Thermodynamic Limit of a Nonequilibrium Steady-State: Maxwell-Type Construction for a Bistable Biochemical System
Hao Ge, Hong Qian

TL;DR
This paper investigates the thermodynamic limit of a bistable biochemical system, revealing a Maxwell-like construction that determines the dominant steady state and highlights the stochastic nature of stability in biological contexts.
Contribution
It introduces a Maxwell-type construction for selecting the stable steady state in a nonequilibrium biochemical system using a chemical master equation approach.
Findings
Bistability disappears in the stochastic model when fluctuations are sufficiently low but not negligible.
A Maxwell-like construction determines the dominant steady state in the thermodynamic limit.
Stability concepts in cell biology are fundamentally stochastic, not purely deterministic.
Abstract
We show that the thermodynamic limit of a bistable phosphorylation-dephosphorylation cycle has a selection rule for the "more stable" macroscopic steady state. The analysis is akin to the Maxwell construction. Based on the chemical master equation approach, it is shown that, except at a critical point, bistability disappears in the stochastic model when fluctuation is sufficiently low but unneglectable. Onsager's Gaussian fluctuation theory applies to the unique macroscopic steady state. With initial state in the basin of attraction of the "less stable" steady state, the deterministic dynamics obtained by the Law of Mass Action is a metastable phenomenon. Stability and robustness in cell biology are stochastic concepts.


- [WHAT TO WORK ON]
Every record below should be repeated exactly. Omit the pictures.

*** Opening RECORDS TO USE ***

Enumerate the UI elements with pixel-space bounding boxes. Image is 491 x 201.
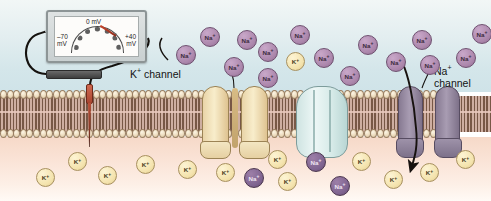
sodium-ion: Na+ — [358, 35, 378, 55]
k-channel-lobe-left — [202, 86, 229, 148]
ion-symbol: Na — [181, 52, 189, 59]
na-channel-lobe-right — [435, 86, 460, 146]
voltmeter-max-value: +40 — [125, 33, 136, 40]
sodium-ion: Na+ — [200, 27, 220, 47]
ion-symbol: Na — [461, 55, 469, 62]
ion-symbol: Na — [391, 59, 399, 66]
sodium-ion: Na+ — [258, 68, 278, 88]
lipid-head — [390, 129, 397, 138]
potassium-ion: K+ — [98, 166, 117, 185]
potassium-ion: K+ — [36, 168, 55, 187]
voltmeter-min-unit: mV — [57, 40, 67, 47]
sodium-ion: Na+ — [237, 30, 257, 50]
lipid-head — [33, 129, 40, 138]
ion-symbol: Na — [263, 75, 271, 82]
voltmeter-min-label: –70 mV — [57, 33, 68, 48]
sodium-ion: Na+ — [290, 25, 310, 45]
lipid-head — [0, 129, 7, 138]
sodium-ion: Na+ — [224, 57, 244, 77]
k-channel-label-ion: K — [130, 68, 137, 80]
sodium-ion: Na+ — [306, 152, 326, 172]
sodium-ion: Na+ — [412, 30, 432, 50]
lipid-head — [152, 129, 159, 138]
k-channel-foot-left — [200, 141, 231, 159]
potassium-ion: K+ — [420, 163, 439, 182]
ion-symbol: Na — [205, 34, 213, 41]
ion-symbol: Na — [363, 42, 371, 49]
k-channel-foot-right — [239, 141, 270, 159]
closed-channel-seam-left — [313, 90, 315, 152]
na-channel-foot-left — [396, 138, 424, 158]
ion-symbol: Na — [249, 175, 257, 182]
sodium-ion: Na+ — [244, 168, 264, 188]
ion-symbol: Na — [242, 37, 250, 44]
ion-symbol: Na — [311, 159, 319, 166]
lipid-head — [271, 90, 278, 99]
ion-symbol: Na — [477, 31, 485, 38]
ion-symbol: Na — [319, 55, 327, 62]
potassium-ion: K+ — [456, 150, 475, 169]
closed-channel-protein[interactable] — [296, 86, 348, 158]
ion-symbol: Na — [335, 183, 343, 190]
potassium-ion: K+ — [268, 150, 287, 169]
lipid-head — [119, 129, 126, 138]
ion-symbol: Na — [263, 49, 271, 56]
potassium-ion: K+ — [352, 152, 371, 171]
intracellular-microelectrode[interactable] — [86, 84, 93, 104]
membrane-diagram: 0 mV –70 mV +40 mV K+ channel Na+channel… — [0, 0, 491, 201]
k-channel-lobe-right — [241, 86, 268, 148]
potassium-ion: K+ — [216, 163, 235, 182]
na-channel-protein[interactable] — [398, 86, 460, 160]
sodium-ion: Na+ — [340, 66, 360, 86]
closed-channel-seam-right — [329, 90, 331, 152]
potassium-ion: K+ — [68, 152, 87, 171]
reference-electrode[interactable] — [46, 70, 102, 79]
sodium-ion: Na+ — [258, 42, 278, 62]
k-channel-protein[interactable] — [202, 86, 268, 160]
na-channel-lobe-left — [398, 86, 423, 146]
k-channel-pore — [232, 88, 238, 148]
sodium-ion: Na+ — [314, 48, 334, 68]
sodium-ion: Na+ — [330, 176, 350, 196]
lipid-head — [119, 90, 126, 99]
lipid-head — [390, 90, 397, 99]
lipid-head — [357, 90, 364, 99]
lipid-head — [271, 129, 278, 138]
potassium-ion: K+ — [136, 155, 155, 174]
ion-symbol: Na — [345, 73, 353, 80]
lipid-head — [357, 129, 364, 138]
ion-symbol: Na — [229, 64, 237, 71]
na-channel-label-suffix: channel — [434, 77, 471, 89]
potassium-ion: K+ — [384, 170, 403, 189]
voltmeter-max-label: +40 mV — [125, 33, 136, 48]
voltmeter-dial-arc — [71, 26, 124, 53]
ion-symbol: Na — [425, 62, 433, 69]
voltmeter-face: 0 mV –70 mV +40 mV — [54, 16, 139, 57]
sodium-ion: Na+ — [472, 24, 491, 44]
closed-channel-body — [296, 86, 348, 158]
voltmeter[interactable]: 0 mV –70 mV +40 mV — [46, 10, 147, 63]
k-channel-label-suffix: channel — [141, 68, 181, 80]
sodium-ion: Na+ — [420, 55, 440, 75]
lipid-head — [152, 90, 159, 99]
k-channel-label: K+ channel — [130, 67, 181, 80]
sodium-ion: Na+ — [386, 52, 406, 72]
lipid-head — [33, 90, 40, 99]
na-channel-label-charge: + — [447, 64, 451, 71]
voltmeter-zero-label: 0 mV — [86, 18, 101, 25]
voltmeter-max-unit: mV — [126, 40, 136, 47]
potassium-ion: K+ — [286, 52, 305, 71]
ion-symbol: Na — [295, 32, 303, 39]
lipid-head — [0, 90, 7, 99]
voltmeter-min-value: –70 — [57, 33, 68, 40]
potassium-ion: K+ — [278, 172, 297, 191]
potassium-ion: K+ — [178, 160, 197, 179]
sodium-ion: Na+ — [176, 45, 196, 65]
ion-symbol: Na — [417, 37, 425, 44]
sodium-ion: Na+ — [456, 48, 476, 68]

*** Closing RECORDS TO USE ***

- [RESPONSE AREA]
Enumerate the UI elements with pixel-space bounding boxes. Image is 491 x 201.
sodium-ion: Na+ — [358, 35, 378, 55]
k-channel-lobe-left — [202, 86, 229, 148]
ion-symbol: Na — [181, 52, 189, 59]
na-channel-lobe-right — [435, 86, 460, 146]
voltmeter-max-value: +40 — [125, 33, 136, 40]
sodium-ion: Na+ — [200, 27, 220, 47]
ion-symbol: Na — [461, 55, 469, 62]
ion-symbol: Na — [391, 59, 399, 66]
sodium-ion: Na+ — [258, 68, 278, 88]
lipid-head — [390, 129, 397, 138]
potassium-ion: K+ — [98, 166, 117, 185]
potassium-ion: K+ — [36, 168, 55, 187]
voltmeter-min-unit: mV — [57, 40, 67, 47]
sodium-ion: Na+ — [237, 30, 257, 50]
lipid-head — [33, 129, 40, 138]
ion-symbol: Na — [263, 75, 271, 82]
voltmeter-min-label: –70 mV — [57, 33, 68, 48]
sodium-ion: Na+ — [290, 25, 310, 45]
lipid-head — [0, 129, 7, 138]
sodium-ion: Na+ — [224, 57, 244, 77]
k-channel-label-ion: K — [130, 68, 137, 80]
sodium-ion: Na+ — [306, 152, 326, 172]
sodium-ion: Na+ — [412, 30, 432, 50]
lipid-head — [152, 129, 159, 138]
k-channel-foot-left — [200, 141, 231, 159]
potassium-ion: K+ — [420, 163, 439, 182]
ion-symbol: Na — [205, 34, 213, 41]
ion-symbol: Na — [363, 42, 371, 49]
k-channel-foot-right — [239, 141, 270, 159]
closed-channel-seam-left — [313, 90, 315, 152]
na-channel-foot-left — [396, 138, 424, 158]
ion-symbol: Na — [249, 175, 257, 182]
sodium-ion: Na+ — [244, 168, 264, 188]
ion-symbol: Na — [242, 37, 250, 44]
ion-symbol: Na — [311, 159, 319, 166]
lipid-head — [271, 90, 278, 99]
ion-symbol: Na — [477, 31, 485, 38]
ion-symbol: Na — [319, 55, 327, 62]
potassium-ion: K+ — [456, 150, 475, 169]
closed-channel-protein[interactable] — [296, 86, 348, 158]
ion-symbol: Na — [335, 183, 343, 190]
potassium-ion: K+ — [268, 150, 287, 169]
lipid-head — [119, 129, 126, 138]
ion-symbol: Na — [263, 49, 271, 56]
potassium-ion: K+ — [352, 152, 371, 171]
intracellular-microelectrode[interactable] — [86, 84, 93, 104]
membrane-diagram: 0 mV –70 mV +40 mV K+ channel Na+channel… — [0, 0, 491, 201]
k-channel-lobe-right — [241, 86, 268, 148]
potassium-ion: K+ — [216, 163, 235, 182]
na-channel-protein[interactable] — [398, 86, 460, 160]
sodium-ion: Na+ — [340, 66, 360, 86]
closed-channel-seam-right — [329, 90, 331, 152]
potassium-ion: K+ — [68, 152, 87, 171]
reference-electrode[interactable] — [46, 70, 102, 79]
sodium-ion: Na+ — [258, 42, 278, 62]
k-channel-protein[interactable] — [202, 86, 268, 160]
na-channel-lobe-left — [398, 86, 423, 146]
k-channel-pore — [232, 88, 238, 148]
sodium-ion: Na+ — [314, 48, 334, 68]
sodium-ion: Na+ — [330, 176, 350, 196]
lipid-head — [119, 90, 126, 99]
lipid-head — [390, 90, 397, 99]
lipid-head — [357, 90, 364, 99]
lipid-head — [271, 129, 278, 138]
potassium-ion: K+ — [136, 155, 155, 174]
ion-symbol: Na — [345, 73, 353, 80]
lipid-head — [357, 129, 364, 138]
ion-symbol: Na — [229, 64, 237, 71]
na-channel-label-suffix: channel — [434, 77, 471, 89]
potassium-ion: K+ — [384, 170, 403, 189]
voltmeter-max-label: +40 mV — [125, 33, 136, 48]
voltmeter-dial-arc — [71, 26, 124, 53]
ion-symbol: Na — [425, 62, 433, 69]
voltmeter-face: 0 mV –70 mV +40 mV — [54, 16, 139, 57]
sodium-ion: Na+ — [472, 24, 491, 44]
closed-channel-body — [296, 86, 348, 158]
voltmeter[interactable]: 0 mV –70 mV +40 mV — [46, 10, 147, 63]
k-channel-label-suffix: channel — [141, 68, 181, 80]
sodium-ion: Na+ — [420, 55, 440, 75]
lipid-head — [152, 90, 159, 99]
k-channel-label: K+ channel — [130, 67, 181, 80]
sodium-ion: Na+ — [386, 52, 406, 72]
lipid-head — [33, 90, 40, 99]
na-channel-label-charge: + — [447, 64, 451, 71]
voltmeter-zero-label: 0 mV — [86, 18, 101, 25]
voltmeter-max-unit: mV — [126, 40, 136, 47]
potassium-ion: K+ — [286, 52, 305, 71]
ion-symbol: Na — [295, 32, 303, 39]
lipid-head — [0, 90, 7, 99]
voltmeter-min-value: –70 — [57, 33, 68, 40]
potassium-ion: K+ — [278, 172, 297, 191]
potassium-ion: K+ — [178, 160, 197, 179]
sodium-ion: Na+ — [176, 45, 196, 65]
ion-symbol: Na — [417, 37, 425, 44]
sodium-ion: Na+ — [456, 48, 476, 68]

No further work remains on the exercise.